Getting started with a language solution for customer service, the recommended entry point, requires translation for the complete omnichannel digital experience, including self-service, email, and live chat. After all, the worldwide cross-border e-commerce market is expected to reach 4.82 trillion by 2026, so organizations that offer an A+ multilingual digital experience stand to gain quite a bit.
AI-powered language solutions are particularly useful for digital channels because the degree to which humans are involved can be adjusted depending on the need. For example, basic customer support requests can be handled largely by the machine, while more technical queries may need closer inspection by an editor.
As mentioned before, translators and editors play a key role in improving machine translation quality, which means a company’s language solution will get better and better at communicating like a local as time progresses.
When creating customer-facing content that will be translated by AI, here are some tips and tricks to keep in mind to get good results right from the start:
Other language solutions such as traditional translation services and native-language BPO centers can still play a useful role in your customer operations strategy. An AI language solution simply allows your organization to streamline language operations and ensure that all language-related resources are being used as efficiently as possible.
If you decide to experiment with several different language solutions for the same purpose, the best way to determine impact is to monitor and measure the same set of metrics for each.
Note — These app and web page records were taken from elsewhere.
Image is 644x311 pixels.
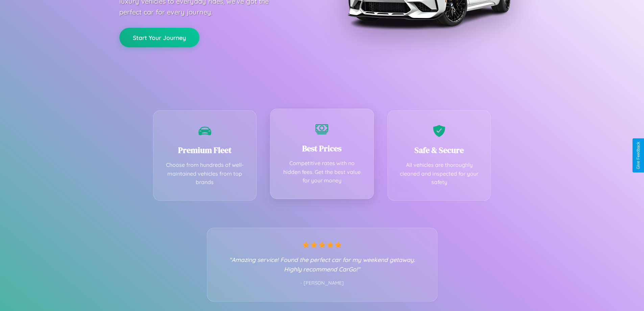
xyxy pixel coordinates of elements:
h3: Safe & Secure [398,144,481,156]
h3: Best Prices [280,143,364,154]
p: Choose from hundreds of well-maintained vehicles from top brands [164,160,246,187]
button: Start Your Journey [120,28,199,47]
p: "Amazing service! Found the perfect car for my weekend getaway. Highly recommend CarGo!" [221,254,424,274]
p: - [PERSON_NAME] [221,279,424,287]
h3: Premium Fleet [164,144,246,156]
p: Competitive rates with no hidden fees. Get the best value for your money [280,159,364,185]
p: All vehicles are thoroughly cleaned and inspected for your safety [398,160,481,187]
div: Give Feedback [636,142,641,169]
This will save you headaches and lost productivity in the long run.
You might try out a new automated translation technology that’s very cheap, but ultimately find that subpar quality has a negative effect on customer satisfaction and retention. Or maybe you investigate a white glove service that provides high-quality translations, only to discover that the cost and time-intensive nature of the work makes it difficult to scale.
There is no one-size-fits-all approach to language translation – your company may be able to unlock all of the multilingual capabilities it needs through a single solution, or you might need to combine a few different tools and services to achieve the results you desire. The key is to develop a centralized and consistent process that strikes the right balance between human and machine translation efforts.
As you can see, some of the biggest benefits that go along with adopting a premium language solution include cost-effective access to new markets, increased operational efficiency, enhanced multilingual CX, and expanded global reach.
Keep in mind that it’s advisable to have a dedicated team, ideally involving someone who can collaborate across departments, to oversee the implementation of a language solution to ensure its long-term success throughout your company.
To accomplish sustainable global growth, it would be wise for your organization to start investigating and implementing a language solution sooner rather than later to avoid being overtaken by competitors who are already starting to use this technology. To prepare for the business world of tomorrow, realizing the true potential of language must start today.
Jason Richardson is the Vice President of Customer Operations at Unbabel, an AI-powered language operations platform that helps businesses deliver multilingual support at scale. He leads and manages Unbabel’s customer operations team and works closely with customers to maintain strong relationships and ensure success.